Here's a complete example that handles all stop reasons gracefully:

from anthropic import Anthropic

client = Anthropic() messages = [{"role": "user", "content": "What's the weather in Tokyo?"}]

def handle_response(response, messages): if response.stop_reason == "end_turn": if response.content: return response.content[0].text else: # Empty response recovery messages.append({"role": "user", "content": "Please continue"}) new_response = client.messages.create( model="claude-sonnet-4-20250514", max_tokens=1024, messages=messages ) return handle_response(new_response, messages) elif response.stop_reason == "tool_use": for block in response.content: if block.type == "tool_use": result = execute_tool(block.name, block.input) messages.append({ "role": "user", "content": [{ "type": "tool_result", "tool_use_id": block.id, "content": str(result) }] }) new_response = client.messages.create( model="claude-sonnet-4-20250514", max_tokens=1024, messages=messages ) return handle_response(new_response, messages) elif response.stop_reason == "max_tokens": messages.append({"role": "user", "content": "Please continue"}) new_response = client.messages.create( model="claude-sonnet-4-20250514", max_tokens=2048, messages=messages ) return handle_response(new_response, messages) elif response.stop_reason == "stop_sequence": return response.content[0].text if response.content else "" elif response.stop_reason == "content_filtered": return "Response was filtered.

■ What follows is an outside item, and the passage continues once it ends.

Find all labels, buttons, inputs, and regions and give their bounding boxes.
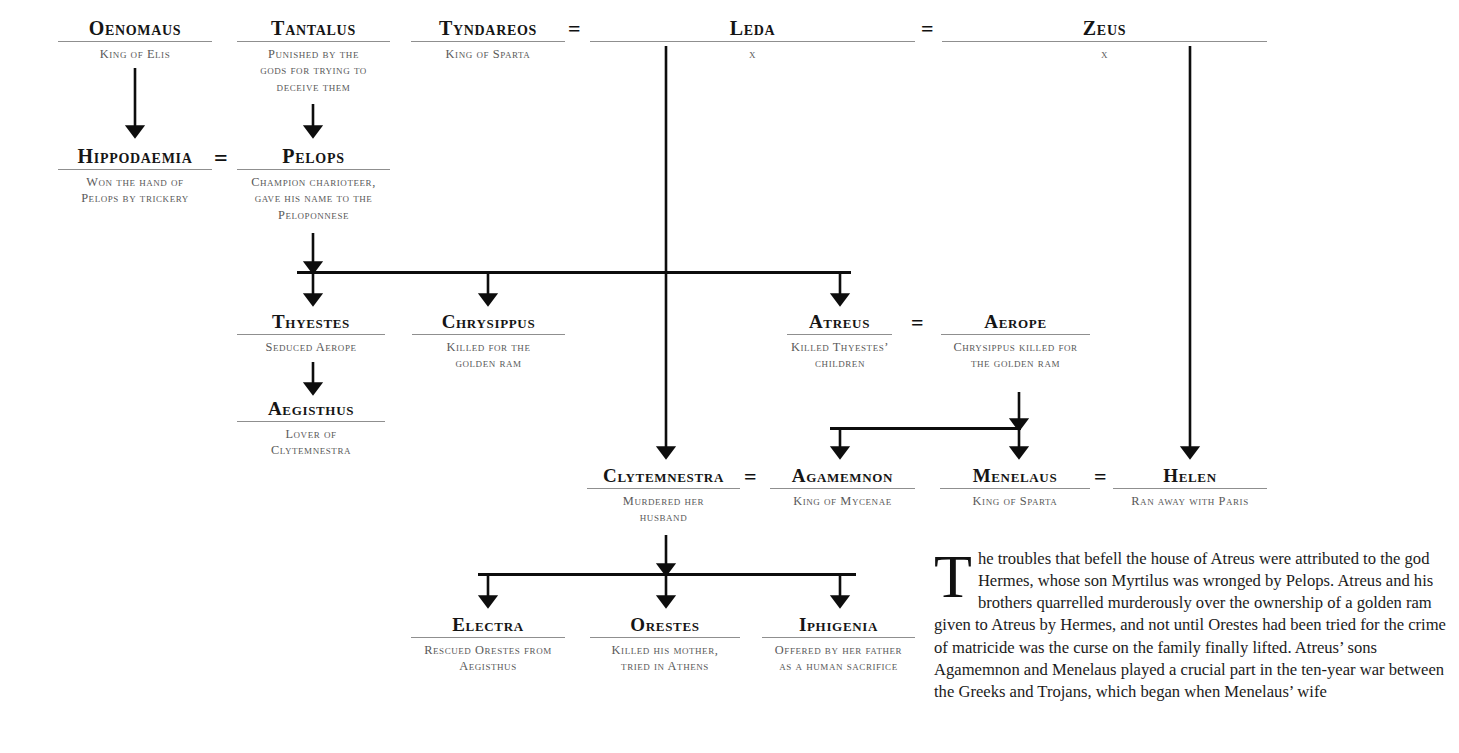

Please rephrase your question." return "Unknown stop reason"

Usage

response = client.messages.create( model="claude-sonnet-4-20250514", max_tokens=1024, messages=messages ) final_answer = handle_response(response, messages) print(final_answer)

Key Takeaways

  • Understand each stop reason: end_turn means natural completion, tool_use means Claude wants to call a tool, max_tokens means you hit the limit, stop_sequence means a custom stop was triggered, and content_filtered means moderation intervened.
  • Handle empty responses gracefully: Never add text blocks after tool_result messages, and use a continuation prompt (not a retry) to recover from empty end_turn responses.
  • Build a recursive handler: A single function that processes all stop reasons and loops back for tool_use and max_tokens creates a robust, production-ready pipeline.
  • Log and monitor: Always log stop_reason and stop_sequence values during development to catch unexpected behavior early.
  • Test edge cases: Simulate empty responses, token limits, and tool calls to ensure your handler behaves correctly under all conditions.